Student activists targeted by the Islamic Republic's suppression machine

The Islamic Republic's machine of repression has been targeting students for decades, and now, coinciding with the 42nd anniversary of the 1979 revolution, news of the conviction of two more students is making the rounds in the media. A revolution whose slogan was the liberation of Iran and Iranians, but in practice imprisoned those who demanded freedom.
Students who are imprisoned for the slightest criticism or protest.
Like Parisa Rafiei, who even in prison has a new case filed against her and is sentenced to another term of imprisonment, 15 months in prison on charges of "propaganda against the system" because, after her temporary release, she wrote about the conditions in the detention center and what happens to female prisoners.
Parisa Rafiei is a student at the University of Tehran who was detained for three weeks in the winter of 2017.
In his first case, he was sentenced to seven years in prison and 74 lashes for participating in student protests. This sentence was eventually reduced to one year in prison through a reduction, and he has been serving this sentence in Evin Prison since July of this year.
But now, in his new case, another 15 months in prison have been added to that sentence.
Soha Mortezaei is another student activist who has been sentenced to prison, simply because she had staged a sit-in on the campus of Tehran University, sitting on a table at her university and holding a placard on which she had written about "discrimination and injustice" against her, about her deprivation of education.
Soha Mortezaei, a graduate of political science and international relations, has been denied access to a doctoral degree.
For protesting this issue, he was charged with "gathering and colluding against national security" by Branch 15 of the Tehran Revolutionary Court, presided over by Judge Salavati, and sentenced to six years in prison.
And now this verdict has been confirmed by the Tehran Provincial Court of Appeal and notified to his lawyer.
It has been 10 months since the arrest of Ali Younesi and Amir Hossein Moradi, two elite students from Sharif University of Technology, and these two students are still in an uncertain situation in Evin Prison.
The Iranian judiciary has accused them of ties to the People's Mojahedin Organization and possession of explosives, charges the families deny.
Nazanin Mohammadnejad is another student activist who was detained for two months and was temporarily released last week, on a hefty bail of 1.2 billion tomans.
There are many names of students who have been arrested or sentenced to prison this year, on repeated charges, all of which were based on their student activities or civil protests.
Shahabuddin Nazari, Mohammad Khani, Kamyar Zoghi, Mohammad Sahedi, Roghieh Nafri, Mohammad Davari, Mostafa Hashemizadeh, Amirhossein Sharifi, and Abolfazl Nejadfateh are just a few of the students who have been arrested and sentenced to prison across Iran over the past year.
The reason for the arrest and conviction of these individuals was their student activities, or their cry for justice for the 176 victims whose plane was blown into thousands of pieces by the IRGC missiles in the sky of Tehran, as well as their support for the people who received their protests in bloody November 1998 with bullets and death.
The events that turned 2019 into a year full of breathtaking news, but in none of these cases have the perpetrators and commanders of those tragedies been identified and brought to trial.
Meanwhile, the Islamic Republic's security and judicial apparatuses did not hesitate to suppress the protesters of those events, and since the fall of 2019, they have arrested and imprisoned dozens of people simply for their calls for transparency and justice.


* What is expected
In the data, find each line where the word "bottom" appears and list that line.

[Recorded data]
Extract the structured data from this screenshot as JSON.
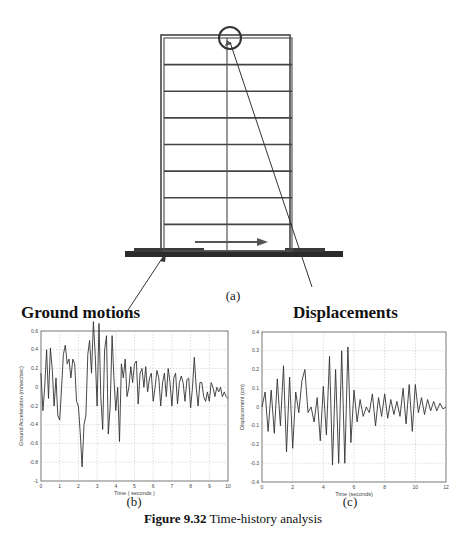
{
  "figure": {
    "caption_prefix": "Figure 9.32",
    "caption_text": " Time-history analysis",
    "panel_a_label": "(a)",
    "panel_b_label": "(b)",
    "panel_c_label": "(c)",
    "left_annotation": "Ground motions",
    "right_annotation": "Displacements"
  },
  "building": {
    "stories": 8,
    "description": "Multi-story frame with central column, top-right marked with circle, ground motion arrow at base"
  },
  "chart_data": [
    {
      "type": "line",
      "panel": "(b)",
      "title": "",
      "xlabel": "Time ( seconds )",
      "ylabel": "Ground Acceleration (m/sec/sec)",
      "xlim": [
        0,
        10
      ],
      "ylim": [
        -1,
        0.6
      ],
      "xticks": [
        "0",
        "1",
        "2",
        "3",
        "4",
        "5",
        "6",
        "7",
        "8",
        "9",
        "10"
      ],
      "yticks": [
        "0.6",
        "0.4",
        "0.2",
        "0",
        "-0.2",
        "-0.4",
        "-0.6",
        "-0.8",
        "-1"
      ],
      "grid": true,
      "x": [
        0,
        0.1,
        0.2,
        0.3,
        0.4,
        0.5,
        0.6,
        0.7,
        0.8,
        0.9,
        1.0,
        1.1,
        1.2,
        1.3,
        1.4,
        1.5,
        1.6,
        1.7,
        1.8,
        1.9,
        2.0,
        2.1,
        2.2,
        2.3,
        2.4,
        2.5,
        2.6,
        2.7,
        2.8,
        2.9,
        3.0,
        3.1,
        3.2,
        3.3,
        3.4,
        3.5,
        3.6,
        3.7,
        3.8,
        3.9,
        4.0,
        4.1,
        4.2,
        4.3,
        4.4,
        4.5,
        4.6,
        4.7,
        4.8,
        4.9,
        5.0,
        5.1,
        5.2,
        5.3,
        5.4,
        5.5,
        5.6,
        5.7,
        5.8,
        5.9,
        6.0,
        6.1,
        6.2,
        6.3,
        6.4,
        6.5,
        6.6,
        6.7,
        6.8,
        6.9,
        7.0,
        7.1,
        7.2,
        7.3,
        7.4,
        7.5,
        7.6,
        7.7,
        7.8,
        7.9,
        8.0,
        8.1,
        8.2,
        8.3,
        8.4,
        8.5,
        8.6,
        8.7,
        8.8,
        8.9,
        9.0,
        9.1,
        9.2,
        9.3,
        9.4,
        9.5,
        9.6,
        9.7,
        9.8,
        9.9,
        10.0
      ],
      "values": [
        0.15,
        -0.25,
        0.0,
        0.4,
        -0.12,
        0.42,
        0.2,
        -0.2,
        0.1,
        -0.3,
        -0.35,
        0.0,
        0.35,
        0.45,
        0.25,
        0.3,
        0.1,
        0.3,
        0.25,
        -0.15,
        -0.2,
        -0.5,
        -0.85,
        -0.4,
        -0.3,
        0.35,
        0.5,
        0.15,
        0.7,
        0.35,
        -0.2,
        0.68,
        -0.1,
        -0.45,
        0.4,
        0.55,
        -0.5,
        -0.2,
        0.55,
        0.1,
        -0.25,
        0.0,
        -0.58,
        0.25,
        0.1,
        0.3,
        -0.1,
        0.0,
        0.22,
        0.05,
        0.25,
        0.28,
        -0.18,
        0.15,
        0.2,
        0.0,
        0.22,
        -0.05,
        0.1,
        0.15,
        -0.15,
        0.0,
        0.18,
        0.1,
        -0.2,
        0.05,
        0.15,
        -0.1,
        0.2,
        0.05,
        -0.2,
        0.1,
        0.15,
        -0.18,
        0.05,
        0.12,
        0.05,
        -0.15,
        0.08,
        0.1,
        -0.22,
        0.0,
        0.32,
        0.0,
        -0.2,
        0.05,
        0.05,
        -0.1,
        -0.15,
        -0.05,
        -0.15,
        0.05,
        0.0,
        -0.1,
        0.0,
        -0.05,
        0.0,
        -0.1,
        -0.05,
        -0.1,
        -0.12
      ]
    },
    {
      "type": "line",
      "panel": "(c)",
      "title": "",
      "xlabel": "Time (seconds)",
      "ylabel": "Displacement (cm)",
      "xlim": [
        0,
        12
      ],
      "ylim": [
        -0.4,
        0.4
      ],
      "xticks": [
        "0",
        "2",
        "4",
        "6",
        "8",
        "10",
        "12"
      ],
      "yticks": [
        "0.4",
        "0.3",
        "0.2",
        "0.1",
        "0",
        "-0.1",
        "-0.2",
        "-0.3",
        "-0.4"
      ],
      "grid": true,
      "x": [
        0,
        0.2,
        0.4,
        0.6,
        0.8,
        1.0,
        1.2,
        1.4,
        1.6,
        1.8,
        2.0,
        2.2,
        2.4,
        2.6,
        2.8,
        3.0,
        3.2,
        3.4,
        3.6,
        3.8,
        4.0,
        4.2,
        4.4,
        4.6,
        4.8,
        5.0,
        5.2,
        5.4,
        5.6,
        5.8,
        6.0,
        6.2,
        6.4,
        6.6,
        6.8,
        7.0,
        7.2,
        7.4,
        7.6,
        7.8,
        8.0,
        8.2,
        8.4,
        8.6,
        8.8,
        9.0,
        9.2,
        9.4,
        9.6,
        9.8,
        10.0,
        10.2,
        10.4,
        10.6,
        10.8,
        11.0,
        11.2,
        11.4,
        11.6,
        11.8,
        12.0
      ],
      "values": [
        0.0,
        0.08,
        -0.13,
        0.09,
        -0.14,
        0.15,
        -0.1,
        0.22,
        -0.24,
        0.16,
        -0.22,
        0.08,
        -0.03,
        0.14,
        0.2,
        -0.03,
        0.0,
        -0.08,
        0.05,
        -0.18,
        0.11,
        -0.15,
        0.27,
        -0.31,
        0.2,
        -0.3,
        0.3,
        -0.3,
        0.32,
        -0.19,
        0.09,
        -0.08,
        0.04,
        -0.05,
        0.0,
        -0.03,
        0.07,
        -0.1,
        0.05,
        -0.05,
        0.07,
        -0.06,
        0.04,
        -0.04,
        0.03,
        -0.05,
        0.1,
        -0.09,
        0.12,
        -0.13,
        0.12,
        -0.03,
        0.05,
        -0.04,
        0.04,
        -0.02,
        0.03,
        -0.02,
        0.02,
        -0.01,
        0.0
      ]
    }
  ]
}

==

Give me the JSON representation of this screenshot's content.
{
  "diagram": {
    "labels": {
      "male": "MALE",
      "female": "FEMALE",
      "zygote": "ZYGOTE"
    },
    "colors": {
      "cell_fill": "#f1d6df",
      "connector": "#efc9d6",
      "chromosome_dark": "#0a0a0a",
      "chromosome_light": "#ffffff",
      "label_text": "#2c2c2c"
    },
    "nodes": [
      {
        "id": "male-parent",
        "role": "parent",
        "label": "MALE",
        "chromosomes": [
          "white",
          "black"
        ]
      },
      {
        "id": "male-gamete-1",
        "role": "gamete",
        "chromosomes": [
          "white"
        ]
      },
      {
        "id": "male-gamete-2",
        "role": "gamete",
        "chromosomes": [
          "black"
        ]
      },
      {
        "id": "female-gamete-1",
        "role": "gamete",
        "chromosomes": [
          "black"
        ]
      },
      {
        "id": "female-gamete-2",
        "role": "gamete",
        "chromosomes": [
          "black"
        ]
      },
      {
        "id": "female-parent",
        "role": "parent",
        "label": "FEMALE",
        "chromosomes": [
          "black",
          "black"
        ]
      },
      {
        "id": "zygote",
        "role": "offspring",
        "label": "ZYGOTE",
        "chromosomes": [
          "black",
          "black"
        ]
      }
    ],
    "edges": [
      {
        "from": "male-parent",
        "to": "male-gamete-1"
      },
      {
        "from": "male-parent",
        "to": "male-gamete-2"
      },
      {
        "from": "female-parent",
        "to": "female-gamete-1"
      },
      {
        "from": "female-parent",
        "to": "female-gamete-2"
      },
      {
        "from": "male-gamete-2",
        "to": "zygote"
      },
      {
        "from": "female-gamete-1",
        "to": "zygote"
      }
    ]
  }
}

---

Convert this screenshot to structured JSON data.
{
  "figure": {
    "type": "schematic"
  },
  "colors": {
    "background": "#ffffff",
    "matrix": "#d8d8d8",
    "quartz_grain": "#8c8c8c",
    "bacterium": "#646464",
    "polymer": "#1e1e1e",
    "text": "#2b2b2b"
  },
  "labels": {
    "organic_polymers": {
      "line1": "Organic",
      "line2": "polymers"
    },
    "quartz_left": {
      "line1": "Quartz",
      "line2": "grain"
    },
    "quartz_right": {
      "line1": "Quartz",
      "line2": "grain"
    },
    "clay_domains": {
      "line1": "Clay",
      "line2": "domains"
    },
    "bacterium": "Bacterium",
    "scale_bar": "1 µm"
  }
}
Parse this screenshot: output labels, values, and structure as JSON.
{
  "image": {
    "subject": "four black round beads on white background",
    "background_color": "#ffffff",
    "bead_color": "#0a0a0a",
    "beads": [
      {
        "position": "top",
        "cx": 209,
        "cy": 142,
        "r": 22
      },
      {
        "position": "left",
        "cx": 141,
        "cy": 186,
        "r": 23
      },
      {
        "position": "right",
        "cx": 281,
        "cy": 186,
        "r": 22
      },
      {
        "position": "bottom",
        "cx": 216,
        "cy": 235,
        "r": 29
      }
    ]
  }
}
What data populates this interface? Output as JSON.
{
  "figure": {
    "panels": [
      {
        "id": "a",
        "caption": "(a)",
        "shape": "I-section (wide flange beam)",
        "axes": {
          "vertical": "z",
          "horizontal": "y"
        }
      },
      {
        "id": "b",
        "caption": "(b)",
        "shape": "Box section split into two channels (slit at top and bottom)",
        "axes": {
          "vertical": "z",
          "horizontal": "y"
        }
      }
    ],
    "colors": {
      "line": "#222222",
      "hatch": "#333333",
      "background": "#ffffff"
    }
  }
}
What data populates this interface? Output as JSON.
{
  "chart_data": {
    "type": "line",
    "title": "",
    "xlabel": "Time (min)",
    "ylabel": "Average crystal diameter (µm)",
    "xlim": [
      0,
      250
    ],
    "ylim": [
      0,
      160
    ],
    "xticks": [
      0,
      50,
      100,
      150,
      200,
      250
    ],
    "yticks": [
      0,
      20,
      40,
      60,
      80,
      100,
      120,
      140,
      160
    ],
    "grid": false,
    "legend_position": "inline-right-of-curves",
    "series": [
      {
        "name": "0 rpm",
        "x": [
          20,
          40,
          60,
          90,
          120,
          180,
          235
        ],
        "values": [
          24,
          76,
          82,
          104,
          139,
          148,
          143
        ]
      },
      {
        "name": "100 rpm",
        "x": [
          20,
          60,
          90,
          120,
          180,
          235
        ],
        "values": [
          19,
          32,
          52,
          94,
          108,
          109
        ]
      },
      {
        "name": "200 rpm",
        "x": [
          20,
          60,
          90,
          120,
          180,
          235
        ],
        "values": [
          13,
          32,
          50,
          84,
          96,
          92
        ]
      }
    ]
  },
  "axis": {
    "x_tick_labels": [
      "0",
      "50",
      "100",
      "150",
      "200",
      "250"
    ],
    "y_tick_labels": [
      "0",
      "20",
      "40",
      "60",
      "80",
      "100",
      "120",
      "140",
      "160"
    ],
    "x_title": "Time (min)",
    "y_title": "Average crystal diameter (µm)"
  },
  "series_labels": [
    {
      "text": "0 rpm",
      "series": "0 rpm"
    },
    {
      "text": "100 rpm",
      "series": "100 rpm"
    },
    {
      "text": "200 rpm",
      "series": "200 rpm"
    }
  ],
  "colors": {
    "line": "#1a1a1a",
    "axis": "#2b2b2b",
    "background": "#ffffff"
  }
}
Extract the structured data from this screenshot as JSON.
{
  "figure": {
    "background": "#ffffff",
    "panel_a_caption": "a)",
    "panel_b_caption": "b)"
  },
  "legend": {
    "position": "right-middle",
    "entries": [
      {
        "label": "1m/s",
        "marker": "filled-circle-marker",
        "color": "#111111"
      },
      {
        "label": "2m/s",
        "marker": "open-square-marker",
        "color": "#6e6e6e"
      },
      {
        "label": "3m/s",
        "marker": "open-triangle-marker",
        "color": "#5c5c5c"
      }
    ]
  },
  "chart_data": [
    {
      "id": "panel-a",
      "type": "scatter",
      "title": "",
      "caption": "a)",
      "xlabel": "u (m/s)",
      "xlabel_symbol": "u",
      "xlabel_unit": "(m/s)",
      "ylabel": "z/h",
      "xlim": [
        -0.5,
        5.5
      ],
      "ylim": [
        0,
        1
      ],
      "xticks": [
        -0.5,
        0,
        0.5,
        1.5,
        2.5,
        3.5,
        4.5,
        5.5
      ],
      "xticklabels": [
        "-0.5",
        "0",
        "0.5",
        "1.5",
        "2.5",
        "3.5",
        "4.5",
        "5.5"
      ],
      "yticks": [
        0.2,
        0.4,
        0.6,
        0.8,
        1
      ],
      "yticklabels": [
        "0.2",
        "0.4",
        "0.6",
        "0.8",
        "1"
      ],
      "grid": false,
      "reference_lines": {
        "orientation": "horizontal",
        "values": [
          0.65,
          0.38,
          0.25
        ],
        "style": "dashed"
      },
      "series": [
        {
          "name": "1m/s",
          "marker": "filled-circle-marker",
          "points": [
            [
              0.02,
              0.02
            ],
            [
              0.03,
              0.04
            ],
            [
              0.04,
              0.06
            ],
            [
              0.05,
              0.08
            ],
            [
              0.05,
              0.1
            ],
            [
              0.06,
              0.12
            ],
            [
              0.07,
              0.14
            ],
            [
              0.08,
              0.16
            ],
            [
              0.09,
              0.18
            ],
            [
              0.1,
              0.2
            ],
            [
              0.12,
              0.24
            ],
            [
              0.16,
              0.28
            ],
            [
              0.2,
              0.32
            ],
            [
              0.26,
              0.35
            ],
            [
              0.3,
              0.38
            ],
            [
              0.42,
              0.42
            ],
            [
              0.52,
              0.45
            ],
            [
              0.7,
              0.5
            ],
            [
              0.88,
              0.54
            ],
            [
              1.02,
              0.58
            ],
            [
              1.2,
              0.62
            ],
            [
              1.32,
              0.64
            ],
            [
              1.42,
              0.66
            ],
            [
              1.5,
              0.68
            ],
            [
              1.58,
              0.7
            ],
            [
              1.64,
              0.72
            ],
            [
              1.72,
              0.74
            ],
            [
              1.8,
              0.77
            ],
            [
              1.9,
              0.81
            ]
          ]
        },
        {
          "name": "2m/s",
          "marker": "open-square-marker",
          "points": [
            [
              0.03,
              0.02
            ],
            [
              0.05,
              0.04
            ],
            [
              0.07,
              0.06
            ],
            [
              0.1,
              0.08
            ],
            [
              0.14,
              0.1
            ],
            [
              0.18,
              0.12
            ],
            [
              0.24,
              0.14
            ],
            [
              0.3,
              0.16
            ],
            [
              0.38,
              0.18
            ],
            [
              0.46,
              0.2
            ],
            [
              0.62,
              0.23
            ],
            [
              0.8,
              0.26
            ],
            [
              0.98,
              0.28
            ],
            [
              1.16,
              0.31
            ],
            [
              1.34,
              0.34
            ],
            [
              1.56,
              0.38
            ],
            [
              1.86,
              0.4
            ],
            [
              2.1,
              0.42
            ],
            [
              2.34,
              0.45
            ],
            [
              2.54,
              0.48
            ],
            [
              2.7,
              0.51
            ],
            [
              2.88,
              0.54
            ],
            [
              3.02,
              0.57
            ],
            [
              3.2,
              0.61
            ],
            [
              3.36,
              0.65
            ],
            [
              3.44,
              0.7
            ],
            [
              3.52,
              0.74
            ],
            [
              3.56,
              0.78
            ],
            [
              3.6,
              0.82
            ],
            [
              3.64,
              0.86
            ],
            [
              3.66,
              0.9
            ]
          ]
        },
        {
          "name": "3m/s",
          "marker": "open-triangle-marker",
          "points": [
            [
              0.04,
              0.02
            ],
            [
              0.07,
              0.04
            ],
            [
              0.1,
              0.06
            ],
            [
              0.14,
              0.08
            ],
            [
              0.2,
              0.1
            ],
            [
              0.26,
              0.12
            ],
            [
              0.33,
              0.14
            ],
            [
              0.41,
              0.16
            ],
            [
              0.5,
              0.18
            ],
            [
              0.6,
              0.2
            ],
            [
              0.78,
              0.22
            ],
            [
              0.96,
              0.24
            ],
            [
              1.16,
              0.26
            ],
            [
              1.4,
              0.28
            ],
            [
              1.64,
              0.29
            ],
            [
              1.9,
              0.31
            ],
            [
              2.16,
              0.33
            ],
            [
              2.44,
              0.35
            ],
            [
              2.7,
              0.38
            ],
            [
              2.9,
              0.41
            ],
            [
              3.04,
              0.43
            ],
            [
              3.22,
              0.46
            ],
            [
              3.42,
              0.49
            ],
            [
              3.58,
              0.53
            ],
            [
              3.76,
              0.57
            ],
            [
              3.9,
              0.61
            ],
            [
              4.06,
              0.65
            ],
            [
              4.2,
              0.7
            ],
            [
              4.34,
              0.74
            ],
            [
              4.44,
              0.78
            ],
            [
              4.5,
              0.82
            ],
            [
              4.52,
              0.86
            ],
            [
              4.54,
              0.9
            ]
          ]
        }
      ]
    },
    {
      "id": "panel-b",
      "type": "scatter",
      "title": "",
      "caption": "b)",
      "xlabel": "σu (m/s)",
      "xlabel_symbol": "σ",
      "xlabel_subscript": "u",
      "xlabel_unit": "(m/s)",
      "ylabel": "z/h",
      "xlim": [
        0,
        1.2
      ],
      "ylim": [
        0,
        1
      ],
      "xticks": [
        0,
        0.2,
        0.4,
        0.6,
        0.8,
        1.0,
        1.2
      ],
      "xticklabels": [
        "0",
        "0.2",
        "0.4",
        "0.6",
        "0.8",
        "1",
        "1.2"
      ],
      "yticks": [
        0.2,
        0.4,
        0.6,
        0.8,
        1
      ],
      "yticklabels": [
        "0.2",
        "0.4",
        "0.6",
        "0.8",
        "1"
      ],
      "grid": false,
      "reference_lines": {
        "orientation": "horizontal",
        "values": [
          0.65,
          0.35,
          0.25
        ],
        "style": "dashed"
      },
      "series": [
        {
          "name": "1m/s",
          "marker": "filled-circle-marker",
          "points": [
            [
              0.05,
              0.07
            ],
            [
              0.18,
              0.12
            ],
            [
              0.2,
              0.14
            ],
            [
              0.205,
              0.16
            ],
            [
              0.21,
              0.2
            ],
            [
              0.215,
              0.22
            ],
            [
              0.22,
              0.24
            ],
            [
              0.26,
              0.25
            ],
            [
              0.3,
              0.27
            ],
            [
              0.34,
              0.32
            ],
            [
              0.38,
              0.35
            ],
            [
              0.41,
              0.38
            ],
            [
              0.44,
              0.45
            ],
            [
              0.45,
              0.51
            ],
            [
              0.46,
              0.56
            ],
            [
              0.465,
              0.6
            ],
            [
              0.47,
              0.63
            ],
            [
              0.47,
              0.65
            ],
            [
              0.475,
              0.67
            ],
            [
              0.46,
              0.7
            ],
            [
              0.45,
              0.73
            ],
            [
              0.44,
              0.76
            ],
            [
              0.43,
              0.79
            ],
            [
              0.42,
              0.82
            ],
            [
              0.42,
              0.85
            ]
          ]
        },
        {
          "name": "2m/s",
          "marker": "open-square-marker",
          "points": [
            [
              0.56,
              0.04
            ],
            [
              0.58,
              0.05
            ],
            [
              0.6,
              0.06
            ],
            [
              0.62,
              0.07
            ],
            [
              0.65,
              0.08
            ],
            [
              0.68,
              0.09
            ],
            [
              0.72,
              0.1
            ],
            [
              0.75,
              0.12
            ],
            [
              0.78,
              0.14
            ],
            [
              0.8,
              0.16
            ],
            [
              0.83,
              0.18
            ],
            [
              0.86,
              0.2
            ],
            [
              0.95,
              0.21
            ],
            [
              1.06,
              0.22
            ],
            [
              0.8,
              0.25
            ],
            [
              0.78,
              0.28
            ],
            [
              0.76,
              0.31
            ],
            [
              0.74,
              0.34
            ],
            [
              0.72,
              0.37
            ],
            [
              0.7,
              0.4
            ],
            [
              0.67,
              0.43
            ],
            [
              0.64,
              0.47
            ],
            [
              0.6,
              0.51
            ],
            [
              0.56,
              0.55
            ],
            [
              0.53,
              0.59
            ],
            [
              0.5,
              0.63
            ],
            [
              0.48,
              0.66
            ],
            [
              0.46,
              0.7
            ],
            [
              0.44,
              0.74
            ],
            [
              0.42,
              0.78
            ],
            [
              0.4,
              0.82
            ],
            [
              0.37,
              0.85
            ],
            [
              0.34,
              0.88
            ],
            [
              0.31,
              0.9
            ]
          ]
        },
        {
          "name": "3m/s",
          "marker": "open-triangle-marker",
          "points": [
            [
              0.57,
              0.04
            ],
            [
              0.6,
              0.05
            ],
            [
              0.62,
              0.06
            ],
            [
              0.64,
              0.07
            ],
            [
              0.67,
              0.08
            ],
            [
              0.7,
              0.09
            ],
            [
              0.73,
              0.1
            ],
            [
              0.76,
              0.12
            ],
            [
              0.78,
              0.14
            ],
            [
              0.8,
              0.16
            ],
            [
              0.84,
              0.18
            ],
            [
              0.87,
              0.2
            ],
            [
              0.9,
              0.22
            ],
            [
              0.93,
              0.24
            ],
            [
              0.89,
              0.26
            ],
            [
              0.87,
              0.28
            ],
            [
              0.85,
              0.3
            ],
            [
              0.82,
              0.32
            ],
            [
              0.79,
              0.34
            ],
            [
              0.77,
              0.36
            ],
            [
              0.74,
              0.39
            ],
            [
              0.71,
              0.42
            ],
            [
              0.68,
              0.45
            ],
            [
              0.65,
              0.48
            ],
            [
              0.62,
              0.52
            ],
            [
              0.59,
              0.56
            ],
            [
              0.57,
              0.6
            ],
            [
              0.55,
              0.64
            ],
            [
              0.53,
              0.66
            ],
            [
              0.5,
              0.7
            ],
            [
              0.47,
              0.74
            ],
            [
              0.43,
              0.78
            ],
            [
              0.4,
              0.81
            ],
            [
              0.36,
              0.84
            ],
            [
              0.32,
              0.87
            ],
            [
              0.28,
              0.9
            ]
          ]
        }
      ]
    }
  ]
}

* Reply to the exercise
        "position": "bottom",
        "shape": "Box section split into two channels (slit at top and bottom)",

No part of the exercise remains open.